This summer I have been working with a group of kindergarten through third grade students who have autism. Several of the students have writing goals that need to be addressed and all of them have expressive language goals that need to be addressed. If you have read any of my previous posts, you know that I am a big fan of digital photos to build play skills, critical thinking skills and oral language skills.
Since I find the digital photos so beneficial, I decided to pair that strategy with a manipulative word bank in the hopes of having my students build sentences that they would copy to create a simple paragraph. My goal was that they would build one topic sentence and two detail sentences. We started with modeling and a lot of physical prompts, but I'm hoping the level of prompting will decrease.
Here's what we did:
1) I printed several photos featuring sea life from www.flickr.com.
2) Each student chose a picture that we glued to a large sheet of construction paper.
3) The students were given a file folder with a word bank targeting words that made sense with their picture. (I met with their SLP and we color coded the post its to correspond with the colors and word categories that they already use on their manual communication boards based on Gail Van Tatenhove's system.)
4) Then the students built a sentence by moving the post its to a sentence strip (the sentence strip is just length of file folder cut down).
5) Next the students copied their sentence on a pre-cut piece of paper. (I did this to to visually define the space of the sentence for them. This way the letter spacing and formation is confined to an area that already "looks" like a sentence. )
6) Then they glued the sentence to the piece of construction paper to which we had previously glued their photo choice.
7) We cleared off the sentence strip and started to build another sentence and repeated the steps.

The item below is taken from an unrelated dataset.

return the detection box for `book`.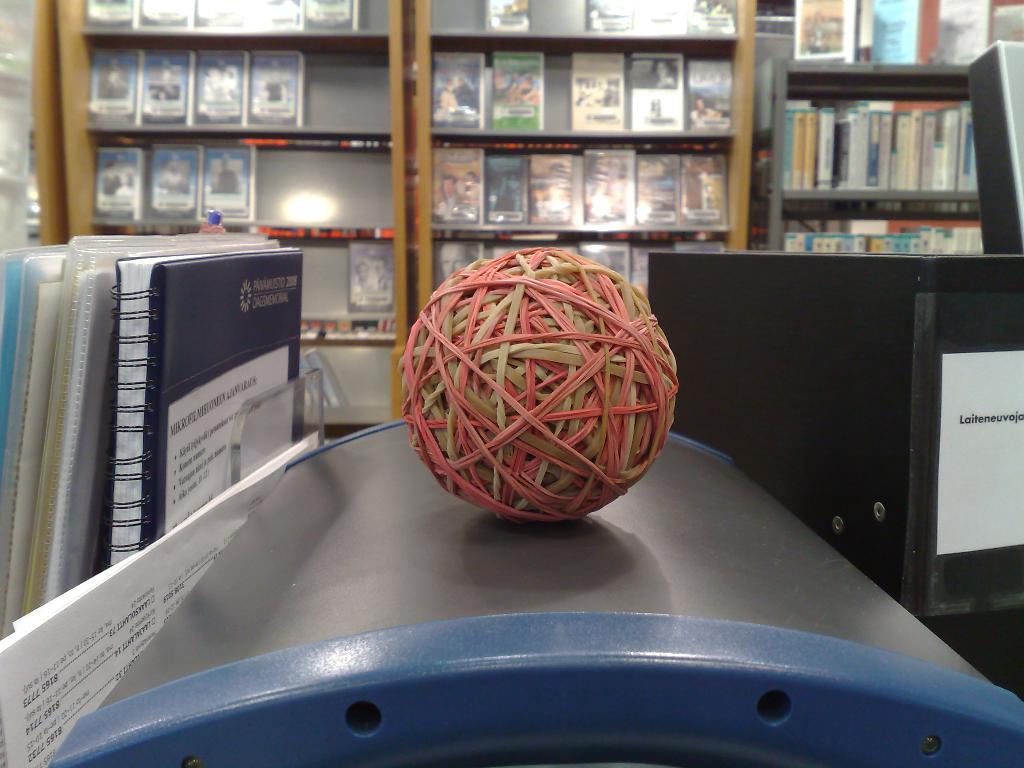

Here's what our first writing samples look like:
2 comments:
This lesson is a impressive - it looks so simple, but your explanation shows the thought and planning you put in, behind it.
When you searched Flickr for photos, I hope you used advanced search for photos within the Creative Commons "Find content to modify, adapt, or build upon" photos, and gave photo credit.
I try to do a mini lesson on copyright every time we go to the Internet for images. Do you also know FlickrStorm? It's a useful way to stockpile your searches. Flickorama and findr are also fun, especially if you're using an interactive whiteboard to do the search, but you can't sort within copyright specs.
Hi KE-
Thanks for your comments. This particular strategy was a lot of fun for me to pull together because it required me to synthesize parts of strategies that were in place or that I knew about to make the lesson cohesive and relevant to my students.
I will have to check out the other links you included....I haven't explored them. I have an ActiveBoard in my classroom, so they could prove to be very fun for us.
Yikes! I did not give photo credit. Is there a standard way on blogs that is used? I did use the Flickr Creative Commons and the "find content to modify, etc." I will check out some of my favorite blogs and see how they give photo credit, but would appreciate any other input, too.